The Hollywood Reporter | 'Snowy Bing Bongs': Film Review

Executive producers the Daniels lend their indie-weird cred to an uncategorizable film starring the Cocoon Central Dance Team.

by John DeFore

 

Three years before they set Sundance abuzz with Swiss Army Man, the duo known as Daniels made their name with a much-watched video for "Turn Down for What," in which Sunita Mani (GLOWMr. Robot) had something of a dance-battle with Daniel Kwan's puppet-animated erection. No stranger to unconventional dance routines, Mani was already part of a trio called the Cocoon Central Dance Team, friends of Daniels from back in college. Now the gents have exec-utive produced CCDT's big-screen debut, Snowy Bing Bongs, in which directors Rachel Wolther and Alex H. Fischer adapt the New York troupe's stage show (full title: Snowy Bing Bongs Across the North Star Combat Zone) for unsuspecting moviegoers. Hard to define but made for the Adult Swim generation, the film will find admirers on the fest circuit and should lead to more offbeat opportunities for performance artists who, among other things, have already been responsible for the kickoff of the 2013 New York Marathon.

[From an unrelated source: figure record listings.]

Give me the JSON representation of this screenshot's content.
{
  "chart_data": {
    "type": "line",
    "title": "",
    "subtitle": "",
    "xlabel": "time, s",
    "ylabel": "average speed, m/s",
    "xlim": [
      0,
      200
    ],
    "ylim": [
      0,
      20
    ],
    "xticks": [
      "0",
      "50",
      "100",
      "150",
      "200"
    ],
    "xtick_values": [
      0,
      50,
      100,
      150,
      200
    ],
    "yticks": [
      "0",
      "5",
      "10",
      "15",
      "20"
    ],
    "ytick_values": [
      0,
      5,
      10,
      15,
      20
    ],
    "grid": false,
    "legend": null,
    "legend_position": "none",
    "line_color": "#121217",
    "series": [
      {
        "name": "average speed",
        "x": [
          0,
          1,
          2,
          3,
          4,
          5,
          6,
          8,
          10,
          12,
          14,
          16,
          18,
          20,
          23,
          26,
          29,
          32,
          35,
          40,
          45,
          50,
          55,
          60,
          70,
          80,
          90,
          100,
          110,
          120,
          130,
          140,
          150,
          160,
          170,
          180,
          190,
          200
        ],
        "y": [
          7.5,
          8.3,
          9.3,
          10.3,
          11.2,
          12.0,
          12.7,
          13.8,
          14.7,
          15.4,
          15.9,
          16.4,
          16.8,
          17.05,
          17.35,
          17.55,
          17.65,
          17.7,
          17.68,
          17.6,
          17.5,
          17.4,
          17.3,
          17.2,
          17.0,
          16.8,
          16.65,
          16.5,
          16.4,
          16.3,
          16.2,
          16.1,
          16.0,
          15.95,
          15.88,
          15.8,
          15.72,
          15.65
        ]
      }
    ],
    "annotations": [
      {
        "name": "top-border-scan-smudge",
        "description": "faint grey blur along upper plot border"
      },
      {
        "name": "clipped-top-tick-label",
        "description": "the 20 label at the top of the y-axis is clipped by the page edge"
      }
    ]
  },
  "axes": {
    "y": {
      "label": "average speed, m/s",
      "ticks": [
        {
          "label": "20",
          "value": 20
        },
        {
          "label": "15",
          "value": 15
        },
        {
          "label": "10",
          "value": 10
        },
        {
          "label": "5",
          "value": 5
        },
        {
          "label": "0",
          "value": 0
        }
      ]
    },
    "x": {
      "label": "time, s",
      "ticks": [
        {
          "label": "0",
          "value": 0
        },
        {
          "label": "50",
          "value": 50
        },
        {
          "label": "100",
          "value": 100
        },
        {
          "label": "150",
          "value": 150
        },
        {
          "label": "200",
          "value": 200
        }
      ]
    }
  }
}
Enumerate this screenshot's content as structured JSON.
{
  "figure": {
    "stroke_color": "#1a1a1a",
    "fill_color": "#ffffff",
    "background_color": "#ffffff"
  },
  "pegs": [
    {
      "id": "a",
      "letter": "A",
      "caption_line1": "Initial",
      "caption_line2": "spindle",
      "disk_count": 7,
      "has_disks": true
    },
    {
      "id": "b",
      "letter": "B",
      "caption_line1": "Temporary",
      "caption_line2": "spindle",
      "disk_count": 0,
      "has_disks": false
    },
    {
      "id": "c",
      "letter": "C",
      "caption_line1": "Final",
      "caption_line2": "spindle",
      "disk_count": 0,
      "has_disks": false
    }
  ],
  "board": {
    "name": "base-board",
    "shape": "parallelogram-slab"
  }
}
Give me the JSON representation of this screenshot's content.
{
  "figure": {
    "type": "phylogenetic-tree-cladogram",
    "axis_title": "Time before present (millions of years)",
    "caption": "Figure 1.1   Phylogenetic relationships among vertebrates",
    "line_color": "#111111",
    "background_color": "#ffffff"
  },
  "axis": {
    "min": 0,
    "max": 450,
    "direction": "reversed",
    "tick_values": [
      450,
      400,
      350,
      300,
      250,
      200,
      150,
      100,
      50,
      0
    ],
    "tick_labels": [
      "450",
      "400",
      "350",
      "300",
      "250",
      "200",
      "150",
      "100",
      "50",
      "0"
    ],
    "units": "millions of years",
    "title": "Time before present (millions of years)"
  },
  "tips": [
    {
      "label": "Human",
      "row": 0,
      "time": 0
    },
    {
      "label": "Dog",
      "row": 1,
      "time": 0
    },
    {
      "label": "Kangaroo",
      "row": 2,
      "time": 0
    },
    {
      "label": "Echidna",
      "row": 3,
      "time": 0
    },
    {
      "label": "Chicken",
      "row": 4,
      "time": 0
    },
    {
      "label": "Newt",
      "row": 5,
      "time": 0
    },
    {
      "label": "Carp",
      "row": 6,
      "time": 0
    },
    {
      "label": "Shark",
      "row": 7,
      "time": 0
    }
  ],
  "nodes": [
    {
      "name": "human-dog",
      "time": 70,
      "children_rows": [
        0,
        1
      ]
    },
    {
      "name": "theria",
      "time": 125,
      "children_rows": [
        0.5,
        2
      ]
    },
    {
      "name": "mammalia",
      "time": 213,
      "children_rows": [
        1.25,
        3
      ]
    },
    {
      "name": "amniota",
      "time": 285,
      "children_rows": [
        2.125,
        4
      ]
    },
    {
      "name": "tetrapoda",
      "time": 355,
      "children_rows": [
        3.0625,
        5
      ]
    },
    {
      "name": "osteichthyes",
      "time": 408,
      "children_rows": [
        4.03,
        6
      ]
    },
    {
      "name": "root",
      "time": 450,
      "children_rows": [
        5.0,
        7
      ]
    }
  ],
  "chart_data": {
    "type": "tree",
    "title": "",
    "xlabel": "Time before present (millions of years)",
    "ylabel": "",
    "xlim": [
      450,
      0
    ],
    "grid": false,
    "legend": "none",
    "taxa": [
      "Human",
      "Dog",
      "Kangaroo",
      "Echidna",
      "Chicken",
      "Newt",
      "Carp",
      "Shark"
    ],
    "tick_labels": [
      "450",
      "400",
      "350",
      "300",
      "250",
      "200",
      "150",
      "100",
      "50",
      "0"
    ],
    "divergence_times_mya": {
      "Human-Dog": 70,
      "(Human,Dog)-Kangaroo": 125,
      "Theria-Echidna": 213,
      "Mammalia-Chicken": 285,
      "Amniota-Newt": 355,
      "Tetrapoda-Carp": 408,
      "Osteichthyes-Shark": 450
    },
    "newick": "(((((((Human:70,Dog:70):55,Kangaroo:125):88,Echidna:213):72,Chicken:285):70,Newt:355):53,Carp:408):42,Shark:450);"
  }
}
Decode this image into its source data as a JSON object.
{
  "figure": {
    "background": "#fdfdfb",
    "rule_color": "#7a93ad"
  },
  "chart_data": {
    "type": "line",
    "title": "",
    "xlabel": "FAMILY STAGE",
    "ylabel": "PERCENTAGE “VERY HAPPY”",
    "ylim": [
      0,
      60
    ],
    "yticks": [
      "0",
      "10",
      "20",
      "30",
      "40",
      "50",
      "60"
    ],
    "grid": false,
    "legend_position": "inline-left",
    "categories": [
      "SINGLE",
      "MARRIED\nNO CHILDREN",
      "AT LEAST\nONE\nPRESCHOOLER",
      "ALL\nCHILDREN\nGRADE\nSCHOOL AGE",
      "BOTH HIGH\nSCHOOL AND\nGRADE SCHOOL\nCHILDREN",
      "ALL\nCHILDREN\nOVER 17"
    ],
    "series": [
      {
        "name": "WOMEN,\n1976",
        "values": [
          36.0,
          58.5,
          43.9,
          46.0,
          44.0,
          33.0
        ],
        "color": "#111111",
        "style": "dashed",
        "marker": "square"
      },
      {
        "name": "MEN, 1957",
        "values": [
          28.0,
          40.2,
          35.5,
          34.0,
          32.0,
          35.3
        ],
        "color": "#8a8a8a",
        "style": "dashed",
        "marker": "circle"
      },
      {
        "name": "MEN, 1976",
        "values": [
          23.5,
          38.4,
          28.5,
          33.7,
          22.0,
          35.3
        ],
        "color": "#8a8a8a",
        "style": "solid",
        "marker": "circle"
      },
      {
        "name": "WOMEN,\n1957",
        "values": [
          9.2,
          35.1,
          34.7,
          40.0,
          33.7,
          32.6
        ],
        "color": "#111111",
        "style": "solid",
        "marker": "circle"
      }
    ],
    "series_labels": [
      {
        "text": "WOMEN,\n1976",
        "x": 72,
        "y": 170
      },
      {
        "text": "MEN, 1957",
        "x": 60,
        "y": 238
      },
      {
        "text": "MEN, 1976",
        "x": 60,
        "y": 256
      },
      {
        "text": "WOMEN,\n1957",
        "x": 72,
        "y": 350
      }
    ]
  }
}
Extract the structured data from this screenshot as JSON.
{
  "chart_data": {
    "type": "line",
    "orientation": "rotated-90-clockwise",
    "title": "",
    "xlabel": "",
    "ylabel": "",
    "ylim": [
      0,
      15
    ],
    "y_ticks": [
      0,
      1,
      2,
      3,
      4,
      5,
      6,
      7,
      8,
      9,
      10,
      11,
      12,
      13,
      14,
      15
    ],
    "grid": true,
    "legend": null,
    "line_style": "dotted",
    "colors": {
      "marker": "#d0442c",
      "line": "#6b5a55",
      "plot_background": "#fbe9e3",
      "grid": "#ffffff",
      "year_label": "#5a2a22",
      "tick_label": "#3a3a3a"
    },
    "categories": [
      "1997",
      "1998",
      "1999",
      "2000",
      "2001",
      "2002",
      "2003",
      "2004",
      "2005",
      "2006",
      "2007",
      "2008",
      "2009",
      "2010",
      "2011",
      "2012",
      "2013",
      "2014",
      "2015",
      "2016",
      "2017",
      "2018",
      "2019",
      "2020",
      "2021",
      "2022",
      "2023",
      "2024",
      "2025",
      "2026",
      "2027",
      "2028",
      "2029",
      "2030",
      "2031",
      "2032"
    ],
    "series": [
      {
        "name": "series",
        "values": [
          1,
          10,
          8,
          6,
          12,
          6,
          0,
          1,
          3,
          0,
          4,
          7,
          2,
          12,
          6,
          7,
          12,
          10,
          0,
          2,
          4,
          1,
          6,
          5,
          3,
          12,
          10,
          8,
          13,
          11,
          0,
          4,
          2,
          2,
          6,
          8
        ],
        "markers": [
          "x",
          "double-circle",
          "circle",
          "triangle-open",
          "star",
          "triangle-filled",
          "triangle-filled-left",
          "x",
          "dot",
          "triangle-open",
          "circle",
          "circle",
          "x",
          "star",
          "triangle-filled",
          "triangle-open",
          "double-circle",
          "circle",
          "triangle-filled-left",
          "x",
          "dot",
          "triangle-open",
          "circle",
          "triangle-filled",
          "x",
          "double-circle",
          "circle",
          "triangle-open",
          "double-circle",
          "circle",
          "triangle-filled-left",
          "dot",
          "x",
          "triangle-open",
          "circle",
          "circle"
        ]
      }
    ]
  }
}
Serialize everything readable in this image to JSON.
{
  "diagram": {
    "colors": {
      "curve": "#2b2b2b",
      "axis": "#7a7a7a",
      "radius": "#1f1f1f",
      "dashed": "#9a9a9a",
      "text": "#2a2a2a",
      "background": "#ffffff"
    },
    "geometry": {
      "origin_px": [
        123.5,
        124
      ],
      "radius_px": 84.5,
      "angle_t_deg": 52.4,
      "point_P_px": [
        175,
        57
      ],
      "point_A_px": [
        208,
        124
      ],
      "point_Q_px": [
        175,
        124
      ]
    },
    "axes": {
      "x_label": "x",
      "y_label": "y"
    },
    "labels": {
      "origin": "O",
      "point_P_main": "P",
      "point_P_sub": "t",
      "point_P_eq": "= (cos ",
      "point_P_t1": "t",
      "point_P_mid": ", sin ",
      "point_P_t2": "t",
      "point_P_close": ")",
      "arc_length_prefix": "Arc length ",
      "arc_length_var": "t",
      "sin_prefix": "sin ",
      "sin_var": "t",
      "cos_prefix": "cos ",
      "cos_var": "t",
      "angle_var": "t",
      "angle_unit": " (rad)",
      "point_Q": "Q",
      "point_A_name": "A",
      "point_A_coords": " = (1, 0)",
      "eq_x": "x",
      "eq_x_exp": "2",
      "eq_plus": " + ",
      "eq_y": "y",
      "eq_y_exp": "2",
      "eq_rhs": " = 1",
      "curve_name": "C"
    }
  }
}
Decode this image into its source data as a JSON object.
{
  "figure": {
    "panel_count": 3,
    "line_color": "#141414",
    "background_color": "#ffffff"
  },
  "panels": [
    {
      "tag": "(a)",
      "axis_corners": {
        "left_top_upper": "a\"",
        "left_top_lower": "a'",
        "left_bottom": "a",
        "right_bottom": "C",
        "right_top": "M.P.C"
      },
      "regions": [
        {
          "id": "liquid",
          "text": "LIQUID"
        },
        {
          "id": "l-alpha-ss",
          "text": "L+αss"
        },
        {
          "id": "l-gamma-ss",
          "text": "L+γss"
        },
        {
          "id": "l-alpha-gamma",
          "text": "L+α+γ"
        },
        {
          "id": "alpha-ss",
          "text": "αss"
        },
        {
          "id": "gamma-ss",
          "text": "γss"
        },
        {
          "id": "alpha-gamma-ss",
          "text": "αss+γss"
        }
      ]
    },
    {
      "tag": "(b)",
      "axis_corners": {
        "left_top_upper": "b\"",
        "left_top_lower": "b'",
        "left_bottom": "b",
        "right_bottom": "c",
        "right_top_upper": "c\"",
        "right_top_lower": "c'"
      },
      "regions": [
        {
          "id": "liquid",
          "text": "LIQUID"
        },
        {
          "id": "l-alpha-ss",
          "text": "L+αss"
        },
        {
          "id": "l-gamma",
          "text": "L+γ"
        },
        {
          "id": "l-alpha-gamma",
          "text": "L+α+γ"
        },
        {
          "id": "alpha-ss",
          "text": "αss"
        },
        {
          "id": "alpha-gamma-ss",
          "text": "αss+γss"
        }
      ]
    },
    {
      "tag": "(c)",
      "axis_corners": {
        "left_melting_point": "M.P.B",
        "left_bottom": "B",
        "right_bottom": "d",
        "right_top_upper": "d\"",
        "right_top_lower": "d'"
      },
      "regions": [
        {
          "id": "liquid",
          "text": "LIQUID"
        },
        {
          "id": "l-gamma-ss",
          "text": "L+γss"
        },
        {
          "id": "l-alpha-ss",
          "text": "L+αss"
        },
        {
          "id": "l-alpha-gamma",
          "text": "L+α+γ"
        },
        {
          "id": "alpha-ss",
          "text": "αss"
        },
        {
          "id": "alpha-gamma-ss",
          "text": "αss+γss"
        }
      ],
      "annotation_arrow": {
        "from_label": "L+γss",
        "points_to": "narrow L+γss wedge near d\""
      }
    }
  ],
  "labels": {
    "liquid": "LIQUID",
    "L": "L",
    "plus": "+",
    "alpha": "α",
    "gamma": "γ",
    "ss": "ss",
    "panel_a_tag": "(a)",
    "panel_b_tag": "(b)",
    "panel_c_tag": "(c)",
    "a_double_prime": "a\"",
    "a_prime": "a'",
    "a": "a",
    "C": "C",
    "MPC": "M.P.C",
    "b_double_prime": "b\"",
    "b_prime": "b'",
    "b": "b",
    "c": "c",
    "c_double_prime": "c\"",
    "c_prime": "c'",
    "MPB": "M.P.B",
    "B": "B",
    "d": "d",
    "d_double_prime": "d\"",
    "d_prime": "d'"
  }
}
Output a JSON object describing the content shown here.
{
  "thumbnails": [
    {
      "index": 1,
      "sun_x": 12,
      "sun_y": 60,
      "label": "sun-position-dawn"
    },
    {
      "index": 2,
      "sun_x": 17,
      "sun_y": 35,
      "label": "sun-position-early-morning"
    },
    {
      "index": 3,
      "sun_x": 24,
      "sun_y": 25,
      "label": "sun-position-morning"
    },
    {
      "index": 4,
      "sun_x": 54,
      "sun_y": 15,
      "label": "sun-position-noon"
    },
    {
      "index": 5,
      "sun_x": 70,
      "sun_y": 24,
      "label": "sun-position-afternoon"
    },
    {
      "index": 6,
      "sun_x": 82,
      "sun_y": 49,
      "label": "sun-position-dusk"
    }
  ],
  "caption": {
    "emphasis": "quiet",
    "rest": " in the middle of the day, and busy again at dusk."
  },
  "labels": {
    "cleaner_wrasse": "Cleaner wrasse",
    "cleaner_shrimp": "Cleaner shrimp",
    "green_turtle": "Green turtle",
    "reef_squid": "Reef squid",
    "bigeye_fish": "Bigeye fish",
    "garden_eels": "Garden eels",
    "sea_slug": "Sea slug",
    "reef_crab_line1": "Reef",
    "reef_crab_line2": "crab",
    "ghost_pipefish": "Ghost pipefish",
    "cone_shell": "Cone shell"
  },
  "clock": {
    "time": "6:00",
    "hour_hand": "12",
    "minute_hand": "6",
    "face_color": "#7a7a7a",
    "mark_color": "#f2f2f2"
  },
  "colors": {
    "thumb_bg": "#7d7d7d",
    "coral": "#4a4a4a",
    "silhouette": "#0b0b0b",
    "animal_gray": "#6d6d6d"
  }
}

Opening with a brassily out-of-tune rendition of Thus Spake Zarathustra and another 2001 nod or two, the film announces its eagerness to puncture pomposity, often through self-mockery. The three dancer-comedians — Mani, Tallie Medel and Eleanor Pienta — take the screen languidly in white bikinis, but moves that would usually be sexualized (applying sunscreen; rolling over, ass-toward-camera) are made grotesque with cartoonish sound FX.

Later, the women will perform in deliberately unflattering rug-and-thong outfits, stacking their bodies on top of each other unerotically. Then they'll mimic 1990s boy-band routines while "singing" a melange of mangled phonemes that underscores the generic nature of what's purported (by a cameoing Reggie Watts) to be a top-of-the-charts hit. At no point will their choreography be meant to demonstrate graceful athleticism or turn us on.

In between the dance bits, though, are more filmic sketches in which each woman does pretend to be eager to please. Playing versions of themselves, they are actresses who flub auditions or learn they have (literally) more heart than anybody around them. Mani, in a sharp reversal that will likely ring bells for performers whose names challenge white folks, plays a nervous actress who can't introduce herself without turning her name into an indistinct mumble.

Though it demonstrates a distinctive comic attitude to match their choreography, Wolther and Fischer's screenplay doesn't quite go far enough in these scripted scenes to let the women establish memorable individual personalities. But it does give them a launching pad that is memorably strange and self-aware in a Mr. Show-ish way — suggesting that, when they're not pursuing screen work on other people's projects, the CCDT (or the Bing Bongs, or whatever we're supposed to call them) may have better things ahead of them as an ensemble.